The way she’s looking at me—as if the world beneath her feet is about to split and swallow us whole—tells me she really would know. But a beat later, she’s smiling this great smile and turning up the radio. “I love this song!”

It’s some old tune—Clapton, maybe—about things that happen late at night, when you’re ready to have some fun and throw your cares to the wind. I like it, too.

For the rest of the drive out to Northgate, we don’t speak. But we share the space the same as we shared the sunrise this morning. It’s a moment just for us.

And when we approach the lighthouse, there’s a small crowd on the lawn, which is cluttered with long, fold-out tables.

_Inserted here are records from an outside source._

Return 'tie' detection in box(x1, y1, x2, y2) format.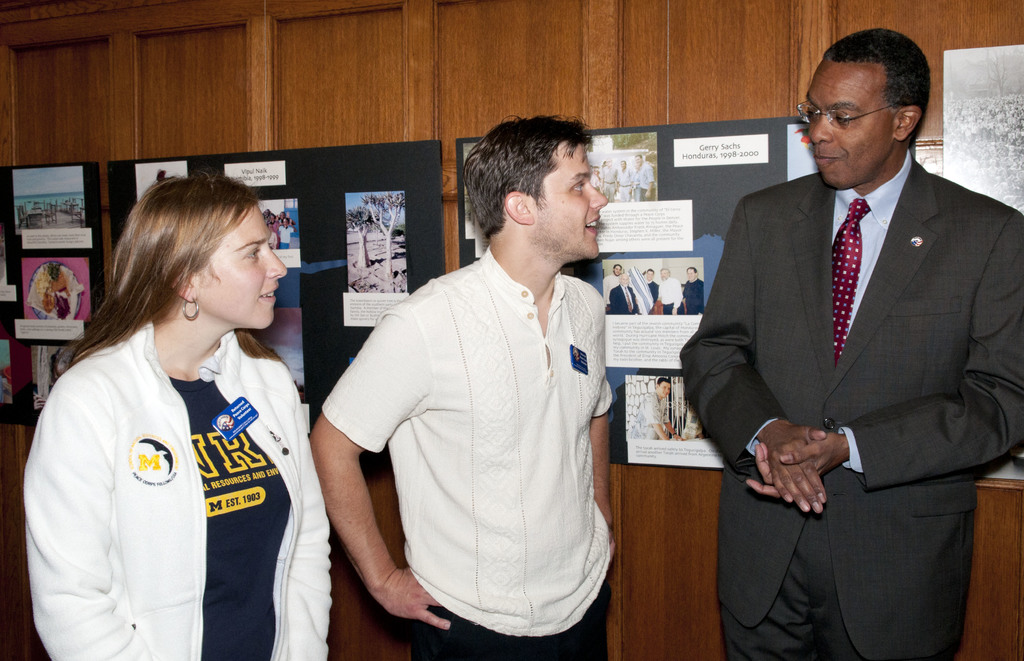
box(833, 196, 870, 368).
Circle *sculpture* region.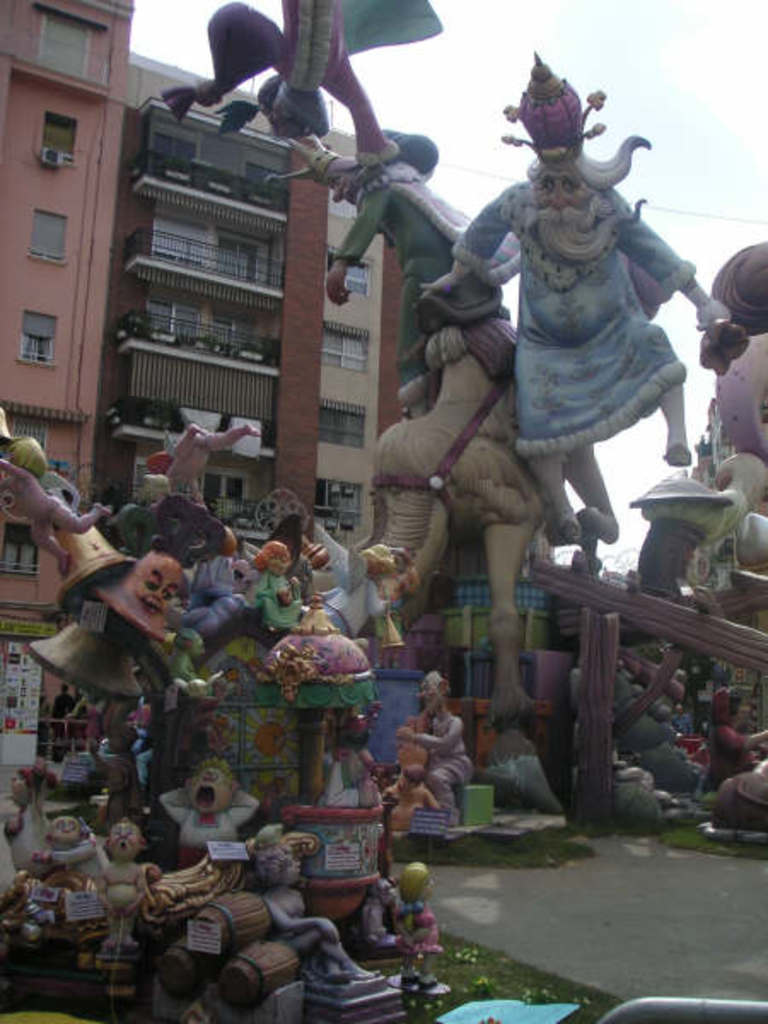
Region: 381/294/620/712.
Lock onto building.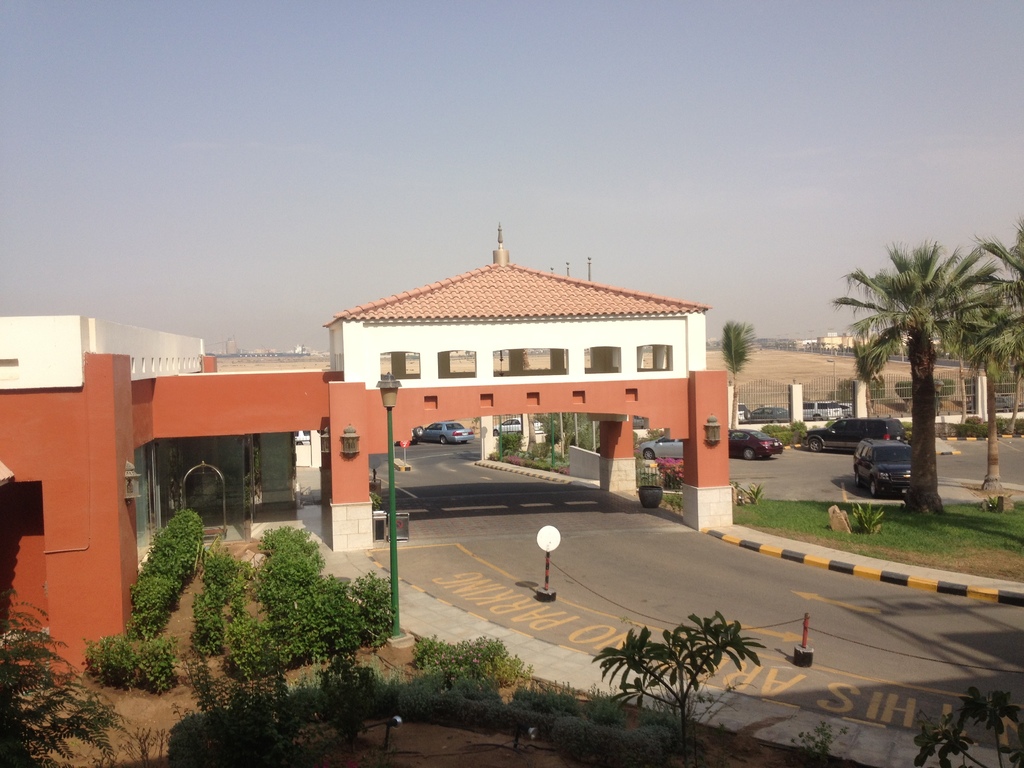
Locked: bbox=[794, 331, 882, 349].
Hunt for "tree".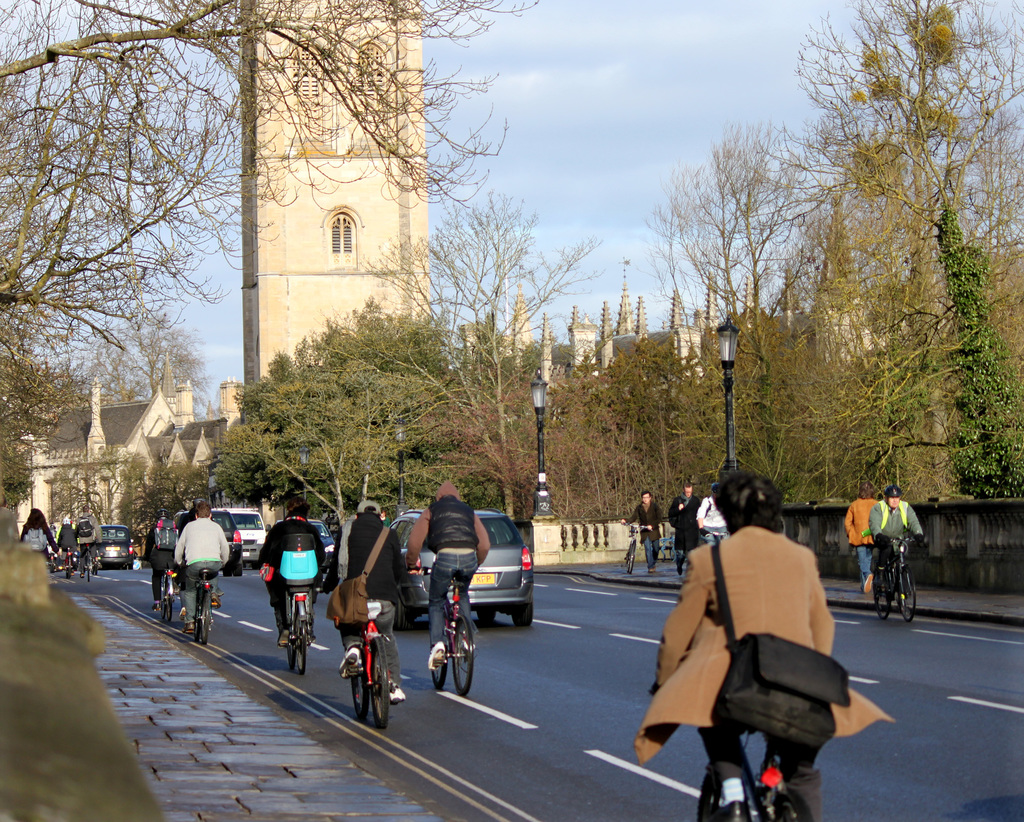
Hunted down at l=41, t=446, r=153, b=526.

It’s a bazaar, or something. A craft fair, with quilts and hand-blown glass and macramé.

“This is amazing.” She’s a few steps ahead of me, eager, like my sisters when we’re going out for ice cream.

I follow her lead. We snake through tables, and she touches the handmade wares. She’s delicate about it, appreciative of artistic processes and materials, and it’s clear she values the time, effort, and years of knowledge and practice that went into each piece.

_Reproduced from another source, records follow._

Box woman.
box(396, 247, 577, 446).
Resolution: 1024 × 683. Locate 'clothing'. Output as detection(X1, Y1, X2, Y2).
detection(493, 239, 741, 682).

“This is great, man!” Her backpack lands on the ground at her feet. She slips out of her hoodie and hands it to me, like it’s the most natural thing in the world—me, holding her discarded clothing—and shrugs into a knit cardigan she found on one of the artists’ tables.

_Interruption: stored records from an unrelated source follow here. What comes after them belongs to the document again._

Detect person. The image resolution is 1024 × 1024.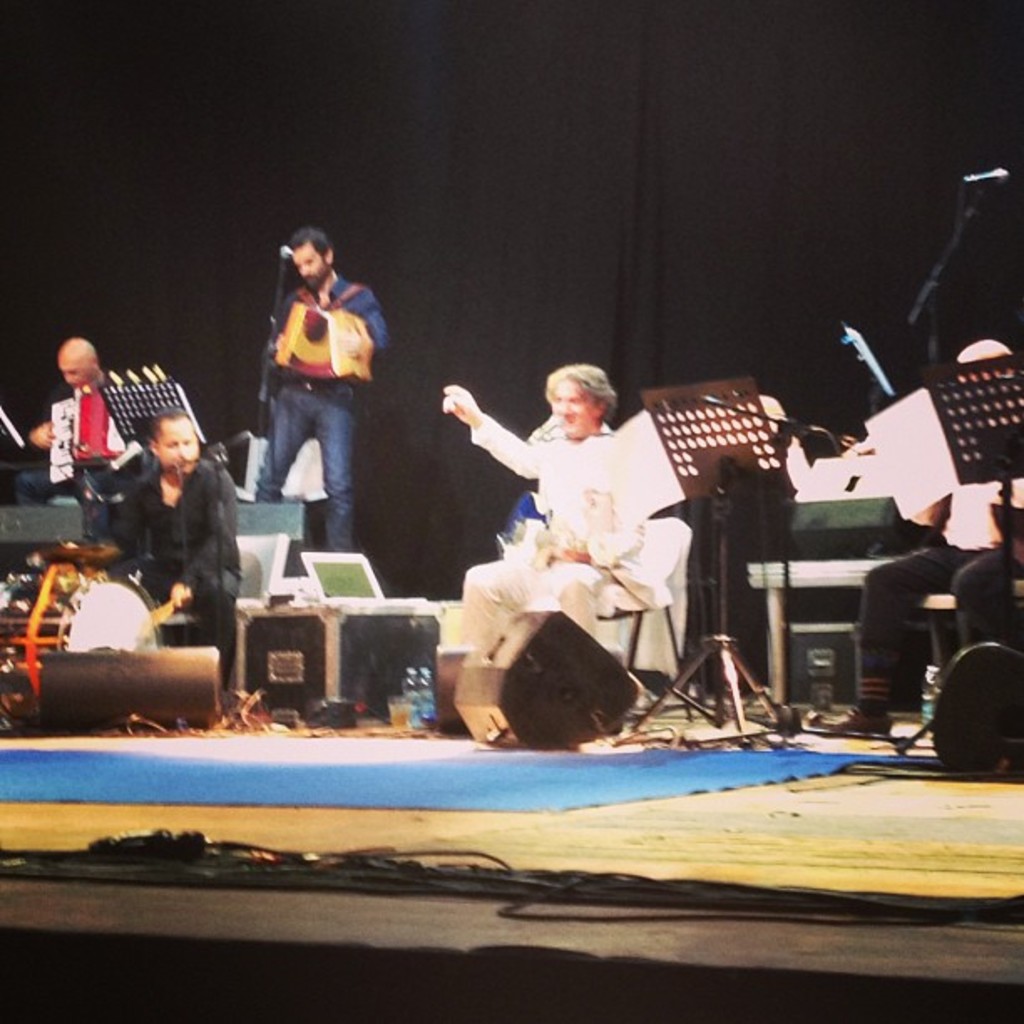
bbox=[251, 224, 388, 557].
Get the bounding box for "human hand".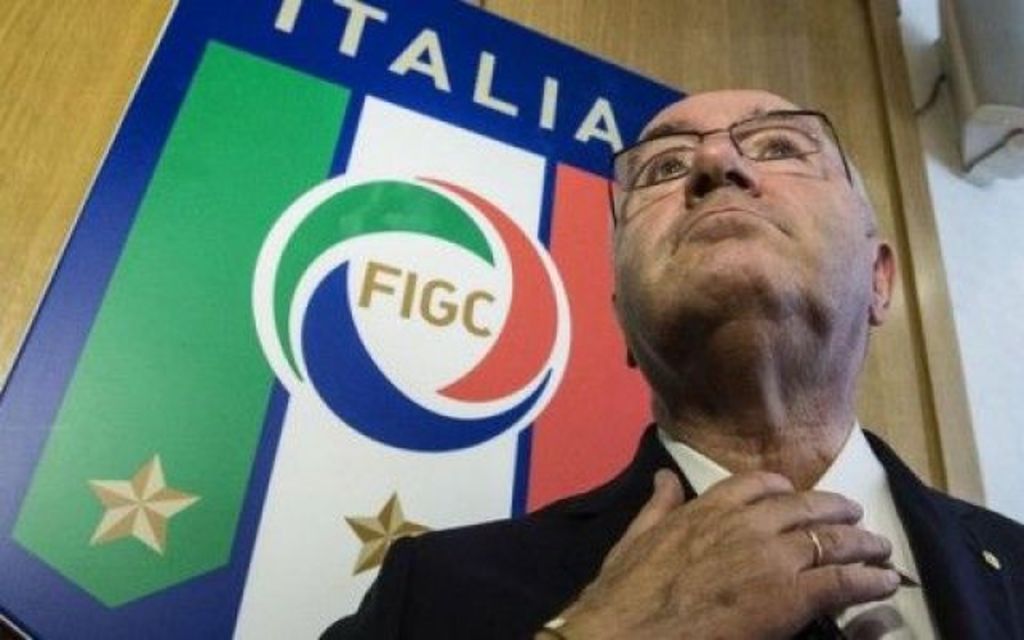
{"x1": 555, "y1": 456, "x2": 938, "y2": 619}.
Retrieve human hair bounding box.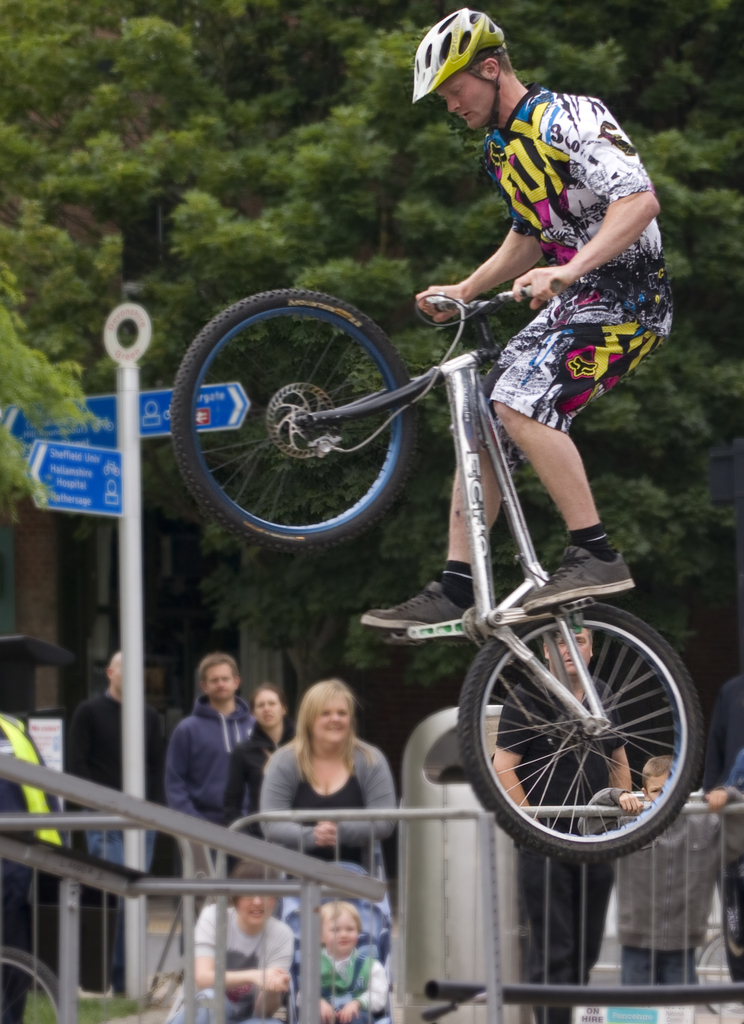
Bounding box: BBox(472, 40, 515, 77).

It’s a sage-and-beige thing, made with that kind of yarn that’s dyed a different color every few inches, and it’s long and soft. She looks so happy wearing it, her eyes practically sparkle. This isn’t why we came here, but there’s something to be said about serendipity, about the universe laying things out in your path.

She buys it on the spot, with a wad of cash she pulls from the pocket in her shorts. This place is teeming with other people like her, people who find things made with hands more special than the things you consume in mass market.

We meander through the fair, manage to make it to the end without her purchasing anything else, and find ourselves standing at a weathered, but always present, memorial to Rachel Bachton. This is where it happened. Right here, by this lamppost, around which passersby have tied pink ribbons over the course of the twelve years that have passed since it happened. At the base of the post, the empathetic people of this world have placed now-ratty and rain-soaked and sun-dried teddy bears and withered flowers. Pictures of her frozen in time, some in frames on the ground, some bolted to the post, stare me in the face. Pleading for resolution. Praying for answers.

No one will ever throw any of this stuff away, I suspect, until she’s found. And maybe not even then. God, it’s been such a long time!

I don’t want to think about the things that might have happened to her.

We stand there, with the lake stretching out before us.

“Nothing’s familiar,” she says. “If I was ever here, I don’t remember it.”

I feel my eyes prick with tears. I wish I’d known Rachel Bachton. “I wish I’d been here that day,” I say.

“Why?” She tucks a wild curl behind her ear. “What could you have done?”

“Nothing.” I know it’s true. I was only four years old at the time. “But as crazy as it sounds, I wish I knew something. Something that could help save her. If not then, now.”

“Maybe that’s how Savannah feels, too.”

I don’t know if Chatham reaches for my hand, or if I grasp hers, but the moment my fingers close around hers, it doesn’t matter that I wasn’t here that day and couldn’t possibly make a difference, that I’m probably stuck in Sugar Creek until my bones disintegrate, that I’m maybe a guy his own mother hates.

She faces the breeze tumbling in off the lake. Whitecaps today.

“You know,” she says, “I don’t think I’ve ever been here before.”

And even though I’ve been here a million times, I know exactly how she feels.

Because I don’t know if I’ve ever felt the way I feel around her, and it makes this place feel completely new and unfamiliar.